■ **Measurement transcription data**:
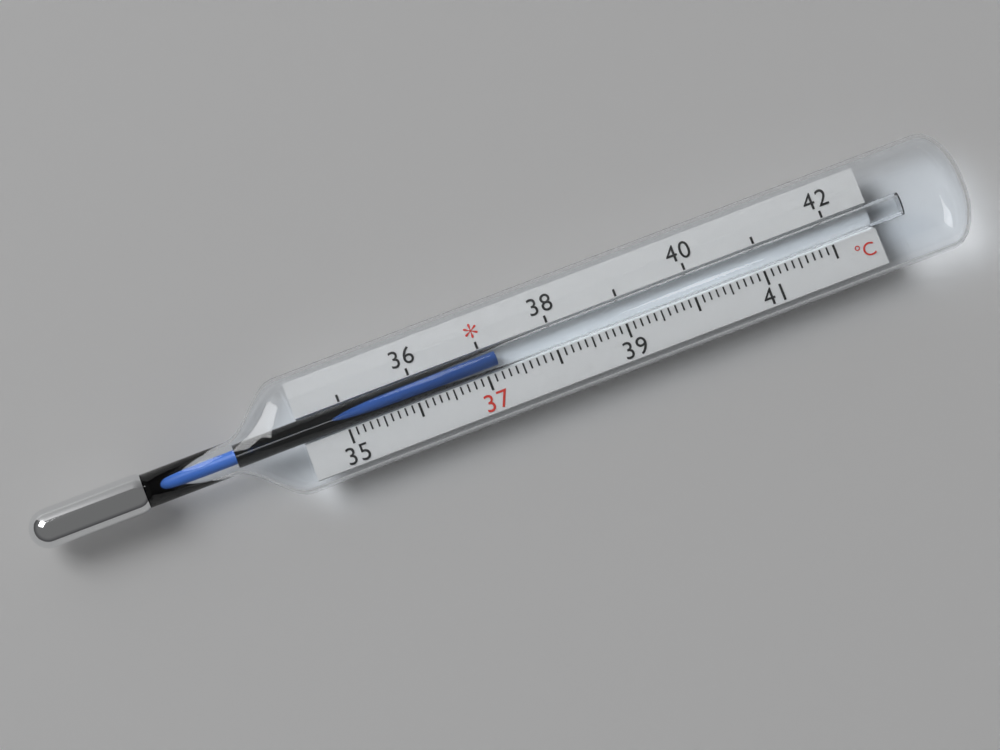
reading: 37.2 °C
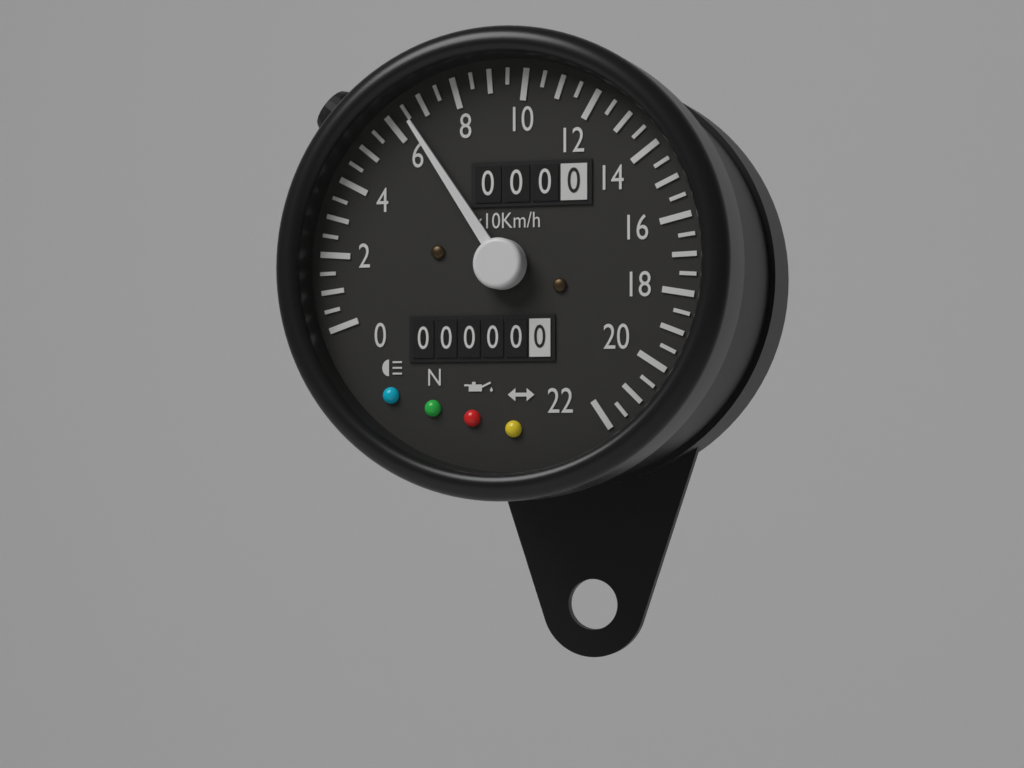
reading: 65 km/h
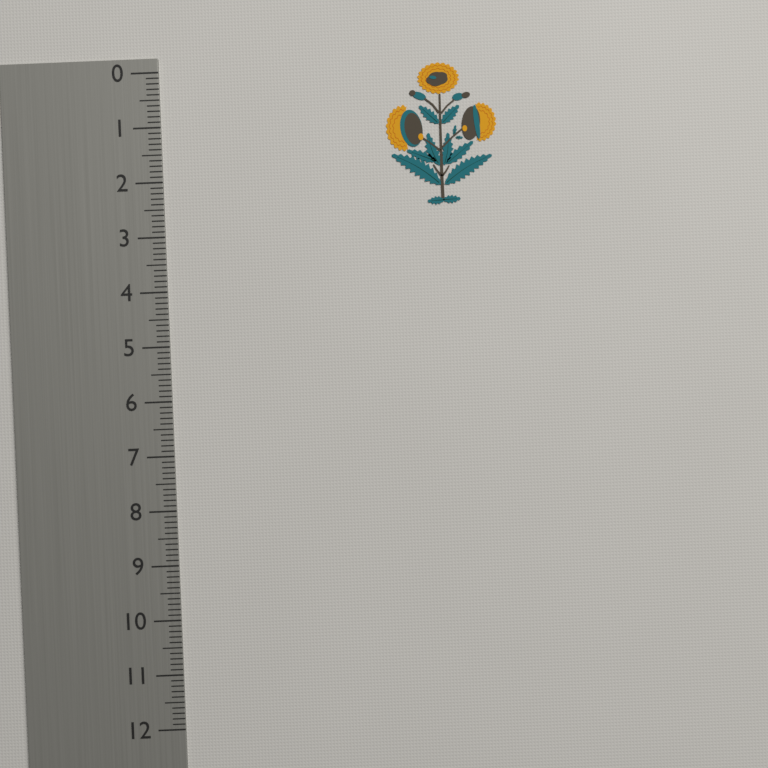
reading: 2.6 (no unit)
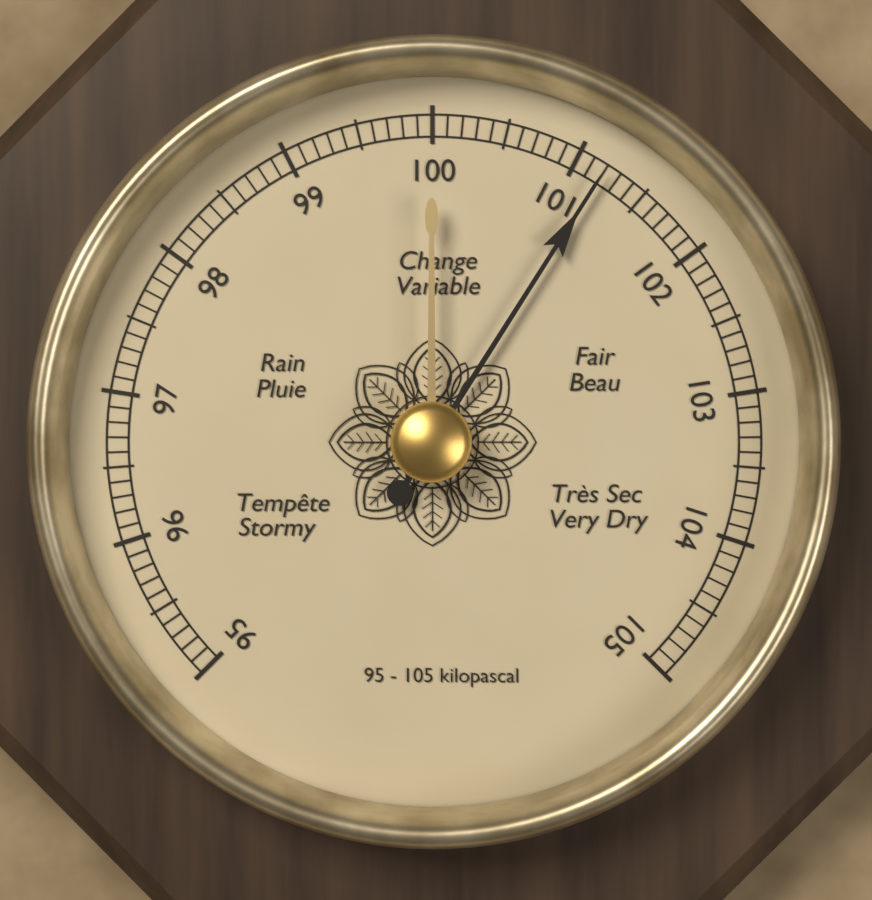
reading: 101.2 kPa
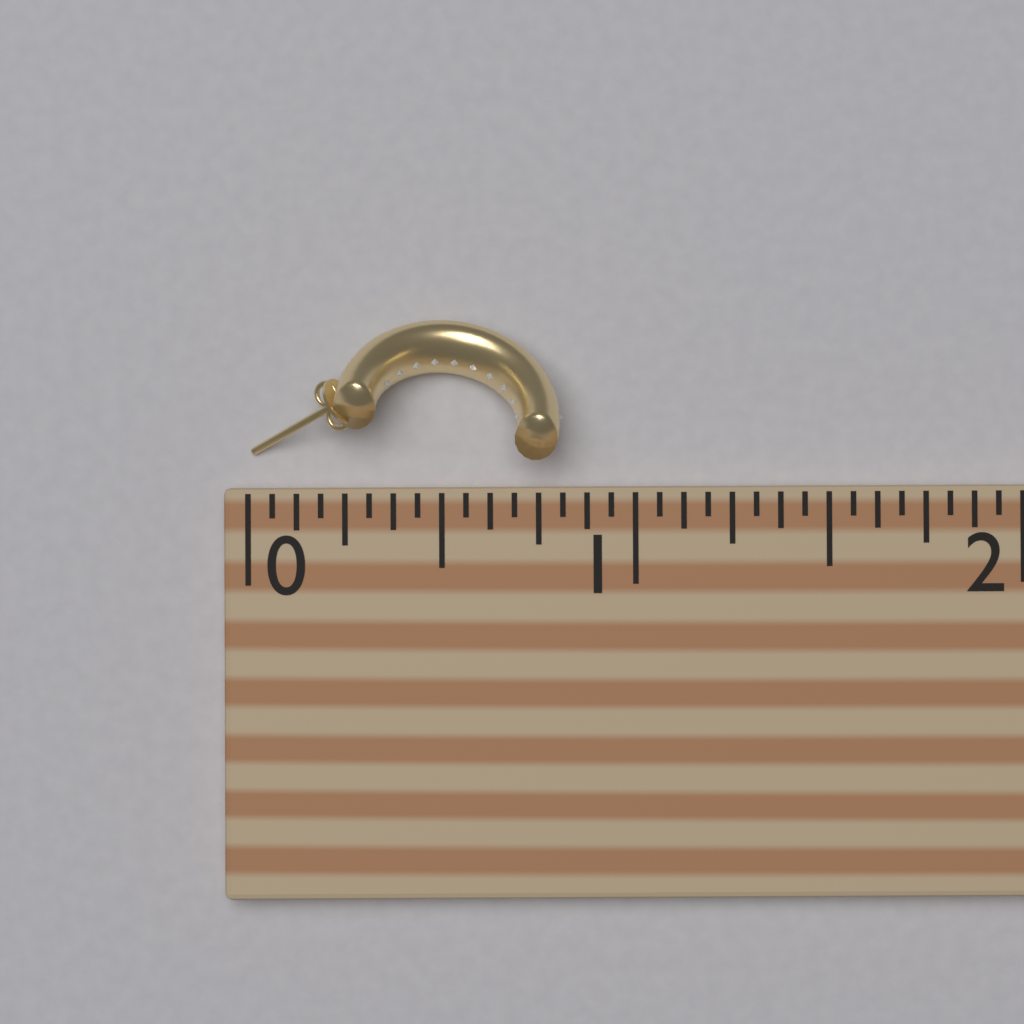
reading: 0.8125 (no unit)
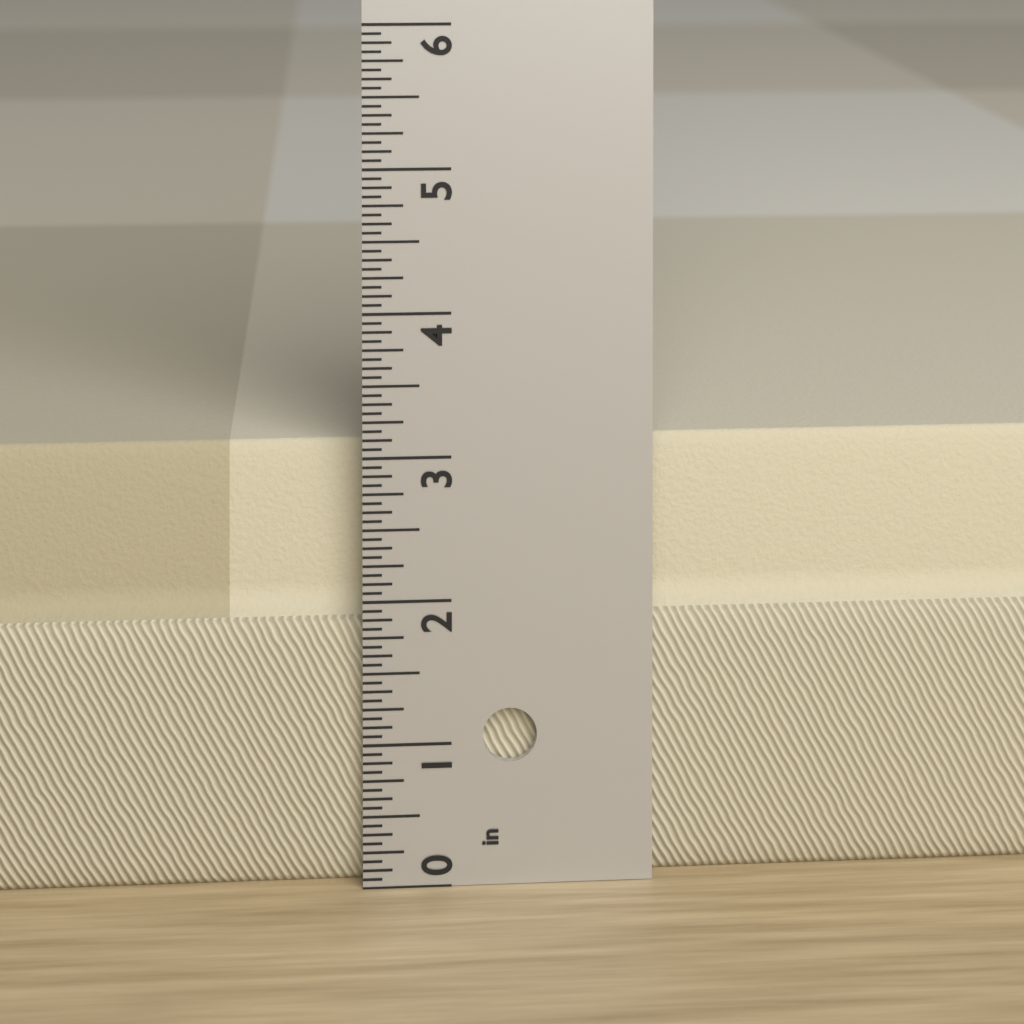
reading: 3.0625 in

■ **What you have to do**:
Each record must be set down again without alteration, and no picture may be carried over.

■ **Result for this task**:
reading: 37.2 °C
reading: 65 km/h
reading: 2.6 (no unit)
reading: 101.2 kPa
reading: 0.8125 (no unit)
reading: 3.0625 in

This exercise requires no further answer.